In spite of this, wrestling has become the de facto base for most American mixed martial artists. The sport demands fanatical conditioning, develops functional strength, and provides competitors with a solid grappling game from which to add submission fighting. It also, according to many participants and pundits, allows competitors to dictate where the fight takes place by taking a stand-up fighter off his feet.
But what happens when that stand-up fighter stuffs every takedown and uses each of his or her opponents attempts to unlease a flurry of punches and kicks before slipping out of reach?
Ousmane Thomas Diagne did just that in his professional mixed martial arts debut at Strikeforce Challengers’ first installment on Showtime on May 15. Diagne faced 16-fight MMA veteran Kaleo Kwan and earned a unanimous decision victory with the techniques and strategies of San Shou.
A combat sports synthesis of various elements of Chinese martial arts, San Shou emphasizes striking with the hands and feet, throws, and takedowns.

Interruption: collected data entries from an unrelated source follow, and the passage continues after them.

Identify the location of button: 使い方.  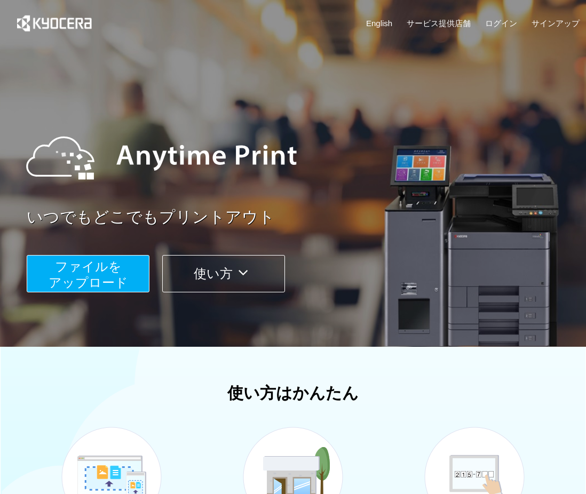
(224, 274).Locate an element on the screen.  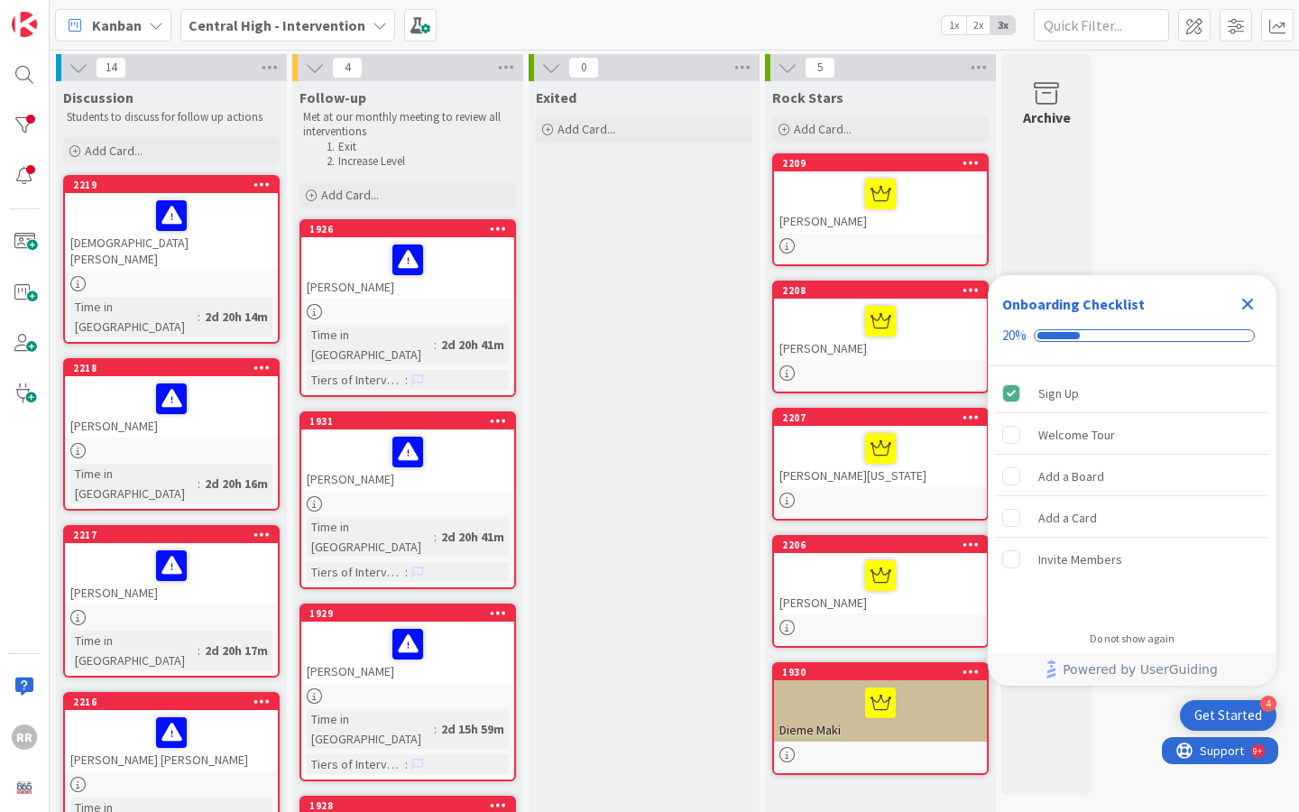
span: Support is located at coordinates (60, 14).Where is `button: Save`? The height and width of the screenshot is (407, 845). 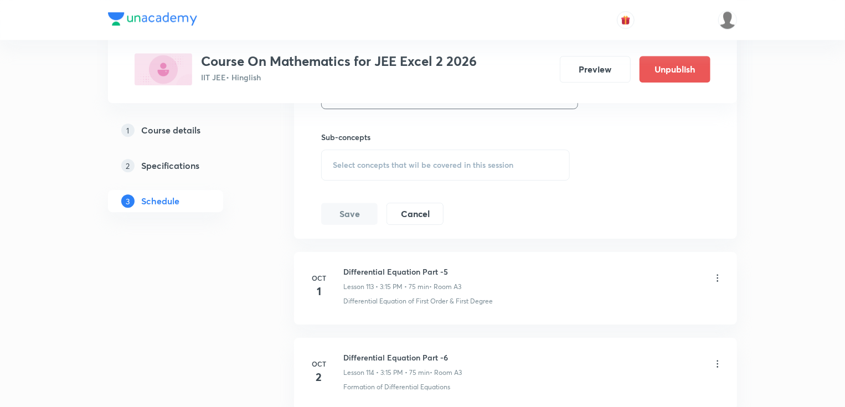
button: Save is located at coordinates (349, 214).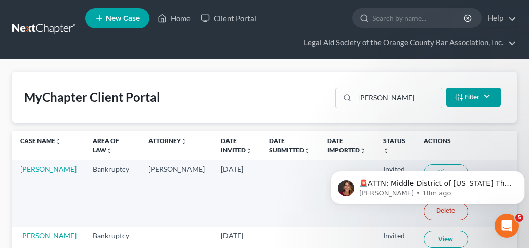  What do you see at coordinates (123, 18) in the screenshot?
I see `span: New Case` at bounding box center [123, 18].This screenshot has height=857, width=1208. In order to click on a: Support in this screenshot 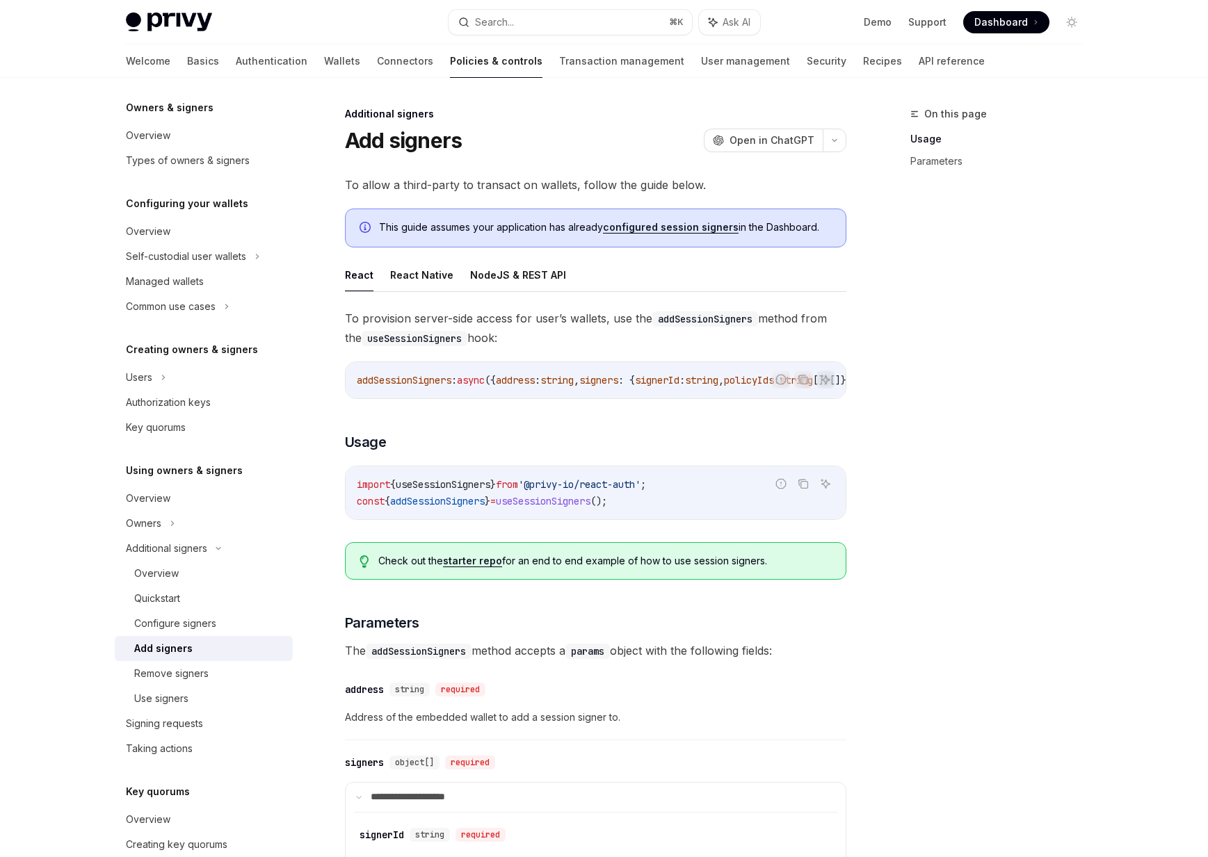, I will do `click(927, 22)`.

The style is widely associated in the United States with Strikeforce middleweight champion Cung Le, a champion San Shou fighter before he began his MMA career and the Frenchman Diagne, a San Shou champion himself, came to Le for the purpose of transitioning to professional MMA.

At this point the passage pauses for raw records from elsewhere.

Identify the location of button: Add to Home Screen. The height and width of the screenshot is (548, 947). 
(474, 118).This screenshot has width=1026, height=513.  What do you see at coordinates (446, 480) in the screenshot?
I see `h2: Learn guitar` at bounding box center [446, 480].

“I wouldn’t take anything from muay Thai or anything, but [San Shou] incorporates the best of each style where there’s the hands of boxing, the kicks of muay Thai, the kicks of tae kwon do, the kicks of different martial arts styles,” said Le. “I think its a very good compliment for mixed martial fighters–a discipline where you have a different arsenal of weapons that you can use in your repertoire.”
What Le neglects to mention is that unlike other forms of standing combat sports, San Shou incorporates elements of wrestling. And unlike folkstyle wrestlers, San Shou fighters shoot without touching their knees on the ground, which Le said makes it easier to get out of a stuffed shot.

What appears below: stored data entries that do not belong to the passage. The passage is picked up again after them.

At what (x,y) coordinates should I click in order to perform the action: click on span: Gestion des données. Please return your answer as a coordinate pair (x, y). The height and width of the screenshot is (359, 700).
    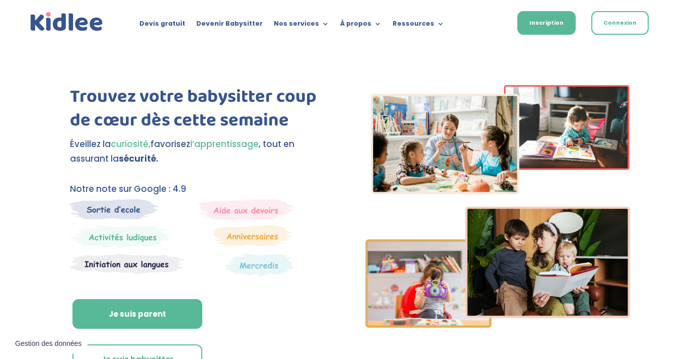
    Looking at the image, I should click on (48, 344).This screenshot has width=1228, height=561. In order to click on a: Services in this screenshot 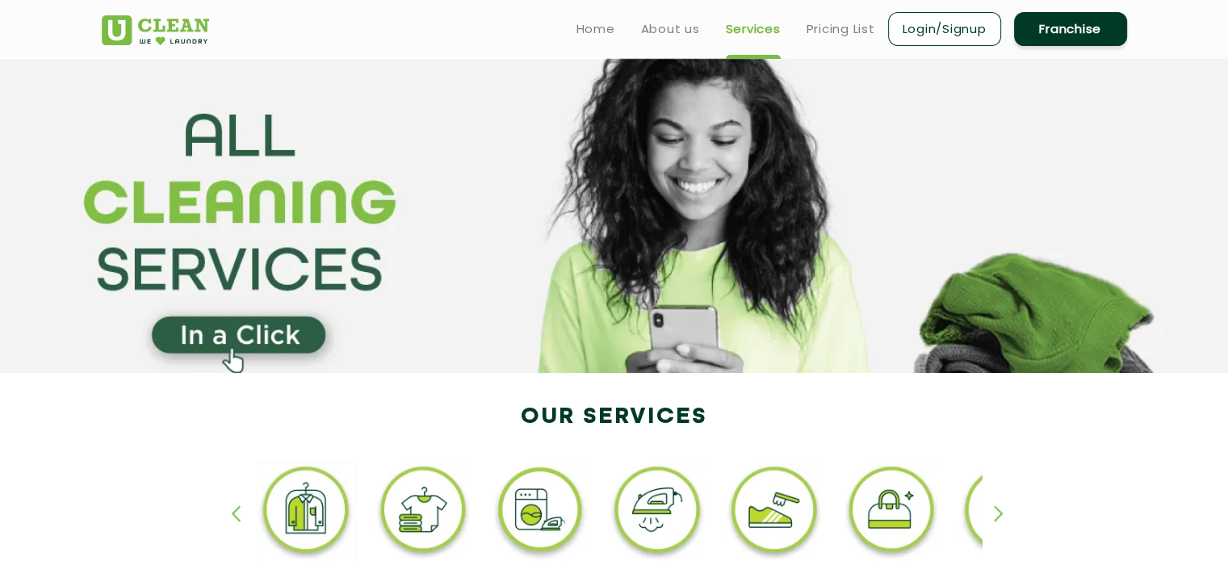, I will do `click(753, 29)`. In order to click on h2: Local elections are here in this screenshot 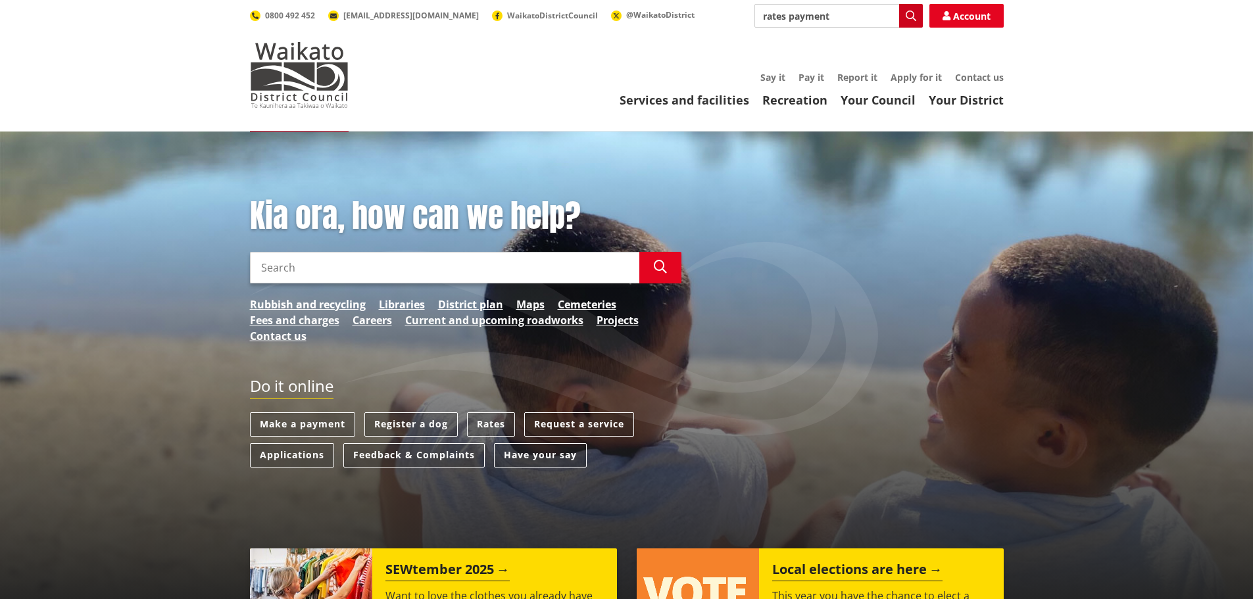, I will do `click(857, 572)`.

“I just started using my punch-kick combinations with my takedowns as a wrestler,” he said, “but I started implementing different techniques that San Shou offers…In San Shou, you have two or three seconds to get the guy down or the referee will break it, so there’s no slowing down the pace of the fight.”
San Shou develops fluidity between striking and grappling that eludes so many fighters that come to MMA from arts that focus on either stand up fighting or groundwork, but never both. Le attributes the in-and-out style, as well as an emphasis on defensive wrestling, to San Shou’s fight arena, a raised platform called the “Lei Tai.”
“During that the time that [wrestlers] have to set [up takedowns], that’s when we take our opportunity and strike with them and we’re out and we don’t give them that option either to setup the takedown,” said Le.
Le is the first to admit that San Shou fighters need to learn the submission fighting game but doesn’t buy the idea that the primarily stand-up style puts its practitioners at a disadvantage in MMA. Diagne may never have a Nick Diaz-like game off his back, but he’ll win a lot of fights if he keeps landing body kicks like he did against Kwan, kicks so hard they could be heard on mute.
“You hurt them with your strikes, then the game’s even when it comes to the ground because they’re gonna be focusing on what different shot they just got hit with, and what’s hurting them,” said Le.